This may offend some viewers, but…

Response to ‘Religious Intolerance, or What I Want to Say When Asked Why I Have a Problem with Religion.’
(The original is sometimes no longer available that I can find, but was a long series of headlines pointing out violence and oppression in the name of religion, and it featured a mix of faiths roughly proportionate to the number of adherents to those faiths worldwide. 


I know this may really make some folks mad, particularly if you happen to be a religious literalist of any stripe. But I just can’t keep forgiving the constant harm done by the childish refusal of my species to give up its fear of the dark and its need for a fairy-tale…  And I know what the argument in response to the post references above will be: people like this aren’t ‘real Christians (or Muslims, or Jews or whatever).’

Sorry, that won’t work. For one thing, that’s a very basic fallacy of argument, known as the ‘no true Scotsman’ fallacy. You don’t get to say that someone who does something awful in the name of Christianity isn’t a Christian because you don’t like what they did, or the way they understand or interpret your ‘good book.’ You don’t get to sneak out from under the atrocities done in the name of religion (like Crusades and Jihad and Hitler and misogyny) by saying those examples don’t count.
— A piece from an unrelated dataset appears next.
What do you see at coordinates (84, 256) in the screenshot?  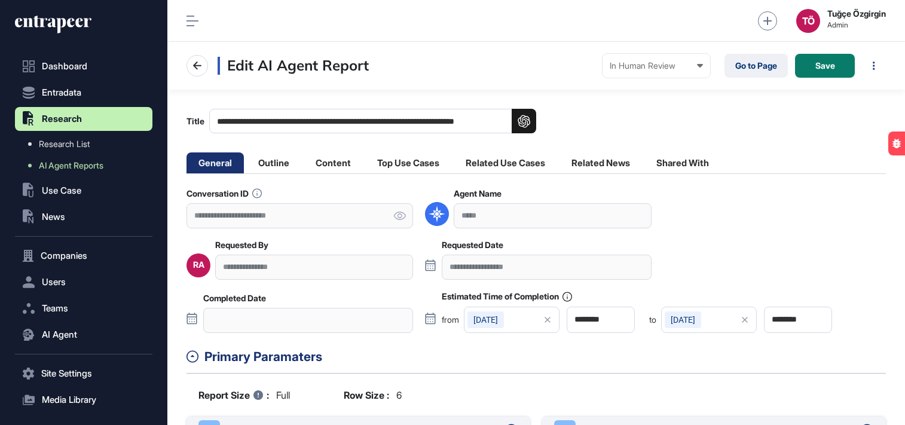 I see `button: Companies` at bounding box center [84, 256].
They used the same book, the same ideology, the same names, and they were every bit as confident in their interpretation of the doctrine as you are. 

Furthermore, there is a (terrifically important) difference between placing responsibility on religion as a social/cultural institution and placing responsibility on every religious person. The Catholic Church carries the blame for an ongoing pattern of child molestation, but naturally, that doesn’t make every Catholic a child molester. That fact does not absolve the Church as an institution for those harms, however. (Nor, incidentally, does whatever good it may have done absolve it from responsibility for the harm it has done.) What it DOES do, however, is put every supporter of that institution on record as abetting the wrongs done by an institution that they continue to support. People argue that Hamas isn’t so bad because they bring food to refugees, but that doesn’t seem to buy Hamas or its supporters much ground, now, does it? 
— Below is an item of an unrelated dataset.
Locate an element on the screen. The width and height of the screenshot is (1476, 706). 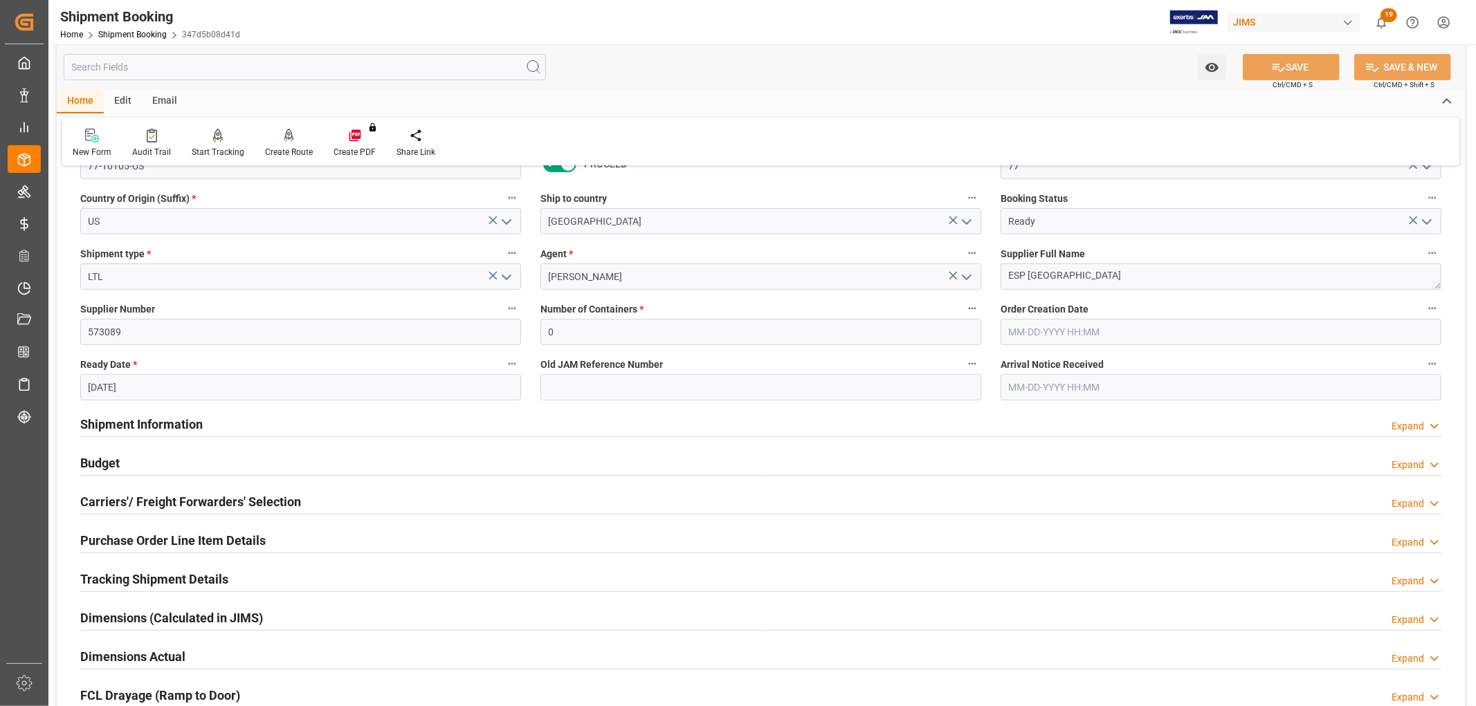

This brings me to the second point. The people in every one of the examples in the post mentioned above did what they did based on their belief in the same god, the same book, and the same core doctrine of which you are trying to claim they are not ‘true’ members. Their actions, however abhorrent, can be and are grounded in, defended by, and supported by their source texts and doctrines. Regardless of the text in question, for every verse anyone cites showing that dreadful things are not to be done, there is one (possibly several), that says they should. So I submit that the problem is not with the interpretations of the doctrine after all. The problem is with the doctrine itself. Ultimately, the “fundamentalists” that everyone decries and tries to disown, are simply taking the doctrine back to its “fundamentals.” What does it say that the simplest, most basic interpretation of a doctrine produces horrors? When we must tweak and excuse and rationalize something to make it palatable, we have to ask why we bother. If fundamentalists are reprehensible, we can’t exonerate the doctrine which guides them.

Why? Because it’s ALL interpretation. Because there is no one, definitive, authoritative interpretation for any of these texts. Because it’s all a bunch of archaic, vague, contradictory folklore gathered over centuries that can be used to justify pretty much any damned thing anyone wants it to. And because no one has the slightest whiff of evidence that *this* way of interpreting it is ‘The Right Way.’ But inherent in the very core of any non-trivial interpretation is the idea that ‘my way’ MUST be right, because if it’s not, I lose. And at the end of the day, if one way *has* to be right…you see where I’m going here, don’t you? So the very doctrine at its core is predisposed to allow, justify, reify, and even mandate every one of the examples in the post referenced above. And THAT is why I have a problem with religion.